Group exercises are where many candidates either stand out or blend in. Here is what assessors are actually watching for.
Do:
- Contribute: early but do not dominate
- Invite: quieter members into the discussion by name
- Build: on other people’s ideas rather than dismissing them
- Volunteer: to track time, a simple and visible way to show organisation
Avoid:
- Talking: over others or interrupting
- Staying: silent and hoping no one notices
- Agreeing: with everything just to avoid conflict
Key takeaway: Assessors want to see collaborative leadership, someone who moves the group forward while making space for others. You do not need to be the loudest person in the room.
What Is an In-Tray Exercise and How Do I Tackle It?
An in-tray exercise gives you a fictional inbox or pile of documents and asks you to prioritise, respond, or make decisions under time pressure. For graduate roles, it tests how you manage competing demands and think logically.
How to approach it:
- Skim: everything first before acting on anything
- Sort: items by urgency and importance
- Look: for dependencies, as some tasks will affect others
- Show: your reasoning in any written responses. Assessors want to see how you think, not just what you decide
How Do Competency-Based Assessments Work?
In a competency-based assessment, every question is linked to a specific skill the employer has defined for the role. Your answers are scored against set criteria, not compared against other candidates.
The most reliable structure to use is STAR: Situation, Task, Action, Result. Keep your examples specific and recent where possible, and always end with a clear outcome, ideally with a number or tangible result attached.
FAQs
Q: Can I fail one exercise and still get the job? Yes. Most assessment centres use an overall score across all exercises. A weaker performance in one area can be offset by stronger results elsewhere. Do not let one bad exercise affect the rest of your day.
Q: Are virtual assessment centres easier than in-person ones? Not easier, just different. The exercises are the same, but you need to be more deliberate about making yourself visible. Speak clearly, use people’s names, and make eye contact with the camera rather than your own image on screen.
Q: What should I wear to an assessment centre? For in-person days, business professional or smart business casual is standard unless told otherwise. For virtual days, the same applies from the waist up as assessors can see you.
Q: Will other candidates share information about what to expect?

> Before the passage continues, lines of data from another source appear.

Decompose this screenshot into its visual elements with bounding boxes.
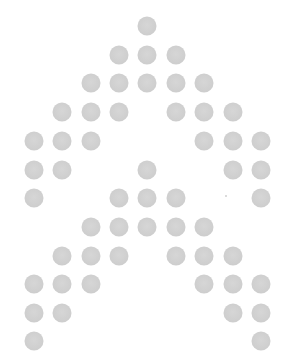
- pattern-speck: [225, 195, 227, 197]
- pattern-dot: [110, 247, 129, 266]
- pattern-dot: [138, 189, 157, 208]
- pattern-dot: [110, 74, 129, 93]
- pattern-dot: [167, 74, 186, 93]
- pattern-dot: [53, 132, 72, 151]
- pattern-dot: [224, 161, 243, 180]
- pattern-dot: [167, 218, 186, 237]
- pattern-dot: [82, 132, 101, 151]
- pattern-dot: [252, 132, 271, 151]
- pattern-dot: [195, 103, 214, 122]
- pattern-dot: [252, 275, 271, 294]
- pattern-dot: [224, 304, 243, 323]
- pattern-dot: [138, 74, 157, 93]
- pattern-dot: [82, 275, 101, 294]
- pattern-dot: [82, 74, 101, 93]
- pattern-dot: [53, 247, 72, 266]
- pattern-dot: [167, 189, 186, 208]
- pattern-dot: [252, 161, 271, 180]
- pattern-dot: [138, 161, 157, 180]
- pattern-dot: [110, 189, 129, 208]
- pattern-dot: [167, 103, 186, 122]
- pattern-dot: [82, 218, 101, 237]
- pattern-dot: [82, 103, 101, 122]
- pattern-dot: [53, 275, 72, 294]
- pattern-dot: [167, 247, 186, 266]
- pattern-dot: [138, 46, 157, 65]
- pattern-dot: [110, 103, 129, 122]
- pattern-dot: [82, 247, 101, 266]
- pattern-dot: [195, 74, 214, 93]
- pattern-dot: [138, 17, 157, 36]
- pattern-dot: [195, 132, 214, 151]
- pattern-dot: [195, 247, 214, 266]
- pattern-dot: [53, 304, 72, 323]
- pattern-dot: [25, 304, 44, 323]
- pattern-dot: [224, 132, 243, 151]
- pattern-dot: [224, 103, 243, 122]
- pattern-dot: [252, 332, 271, 351]
- pattern-dot: [53, 103, 72, 122]
- pattern-dot: [138, 218, 157, 237]
- pattern-dot: [252, 304, 271, 323]
- pattern-dot: [167, 46, 186, 65]
- pattern-dot: [25, 189, 44, 208]
- pattern-dot: [195, 275, 214, 294]
- pattern-dot: [25, 161, 44, 180]
- pattern-dot: [224, 247, 243, 266]
- pattern-dot: [195, 218, 214, 237]
- pattern-dot: [110, 218, 129, 237]
- pattern-dot: [252, 189, 271, 208]
- pattern-dot: [25, 132, 44, 151]
- pattern-dot: [224, 275, 243, 294]
- pattern-dot: [25, 332, 44, 351]
- pattern-dot: [53, 161, 72, 180]
- pattern-dot: [25, 275, 44, 294]
- dot-pattern-canvas: [0, 0, 291, 358]
- pattern-dot: [110, 46, 129, 65]
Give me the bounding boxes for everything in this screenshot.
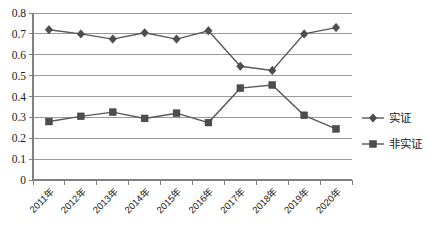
legend-label: 非实证 xyxy=(389,137,423,150)
y-axis-tick-label: 0.1 xyxy=(12,153,27,165)
y-axis-tick-label: 0.3 xyxy=(12,111,27,123)
series-1 xyxy=(45,23,340,74)
legend-label: 实证 xyxy=(389,111,412,124)
x-axis-tick-label: 2020年 xyxy=(314,186,344,216)
data-point xyxy=(77,113,84,120)
series-2 xyxy=(46,82,340,133)
legend-marker-diamond xyxy=(369,114,376,123)
data-point xyxy=(46,118,53,125)
legend-marker-square xyxy=(370,141,377,148)
data-point xyxy=(173,110,180,117)
data-point xyxy=(141,29,148,38)
data-point xyxy=(269,82,276,89)
legend: 实证非实证 xyxy=(362,111,423,150)
chart-canvas: 0.80.70.60.50.40.30.20.102011年2012年2013年… xyxy=(0,0,434,231)
x-axis-tick-label: 2015年 xyxy=(154,186,184,216)
y-axis-tick-label: 0.4 xyxy=(12,91,27,103)
data-point xyxy=(77,30,84,39)
y-axis-tick-label: 0.6 xyxy=(12,49,27,61)
series-line xyxy=(49,85,336,129)
x-axis-tick-label: 2017年 xyxy=(218,186,248,216)
y-axis-tick-label: 0 xyxy=(20,174,26,186)
line-chart: 0.80.70.60.50.40.30.20.102011年2012年2013年… xyxy=(0,0,434,231)
data-point xyxy=(237,85,244,92)
legend-item[interactable]: 实证 xyxy=(362,111,412,124)
data-point xyxy=(45,25,52,34)
data-point xyxy=(301,112,308,119)
legend-item[interactable]: 非实证 xyxy=(362,137,423,150)
x-axis-tick-label: 2013年 xyxy=(90,186,120,216)
x-axis-labels-group: 2011年2012年2013年2014年2015年2016年2017年2018年… xyxy=(27,186,343,216)
x-axis-tick-label: 2014年 xyxy=(122,186,152,216)
data-point xyxy=(141,115,148,122)
x-axis-tick-label: 2011年 xyxy=(27,186,56,215)
x-axis-tick-label: 2018年 xyxy=(250,186,280,216)
data-point xyxy=(173,35,180,44)
data-point xyxy=(332,23,339,32)
y-axis-tick-label: 0.5 xyxy=(12,70,27,82)
y-axis-tick-label: 0.8 xyxy=(12,7,27,19)
x-axis-tick-label: 2019年 xyxy=(282,186,312,216)
data-point xyxy=(333,125,340,132)
y-axis-tick-label: 0.2 xyxy=(12,132,27,144)
data-point xyxy=(109,35,116,44)
x-axis-tick-label: 2012年 xyxy=(58,186,88,216)
data-point xyxy=(109,109,116,116)
x-axis-tick-label: 2016年 xyxy=(186,186,216,216)
y-axis-tick-label: 0.7 xyxy=(12,28,27,40)
data-point xyxy=(205,119,212,126)
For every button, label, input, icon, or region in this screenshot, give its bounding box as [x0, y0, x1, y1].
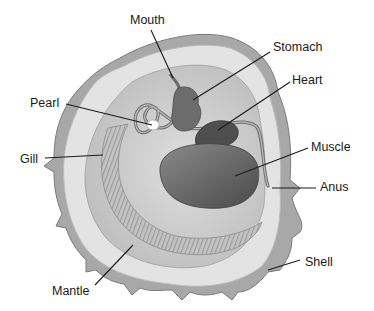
label-mouth: Mouth [130, 14, 165, 27]
label-heart: Heart [292, 74, 323, 87]
label-shell: Shell [305, 256, 333, 269]
pearl [147, 120, 159, 130]
oyster-diagram: Mouth Stomach Heart Pearl Muscle Gill An… [0, 0, 374, 311]
label-gill: Gill [20, 153, 38, 166]
stomach [172, 87, 201, 131]
muscle [160, 144, 259, 209]
label-muscle: Muscle [311, 141, 351, 154]
label-pearl: Pearl [30, 97, 59, 110]
label-anus: Anus [320, 181, 349, 194]
label-stomach: Stomach [273, 41, 322, 54]
label-mantle: Mantle [52, 285, 90, 298]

Sometimes. Treat anything you find online as a guide only. Formats change regularly, and over-preparing for a specific exercise you read about can actually make you less adaptable on the day.
Q: How long does it take to hear back after an assessment centre? It varies, but most employers aim to respond within one to two weeks. If you have not heard within the timeframe given, it is perfectly reasonable to follow up by email.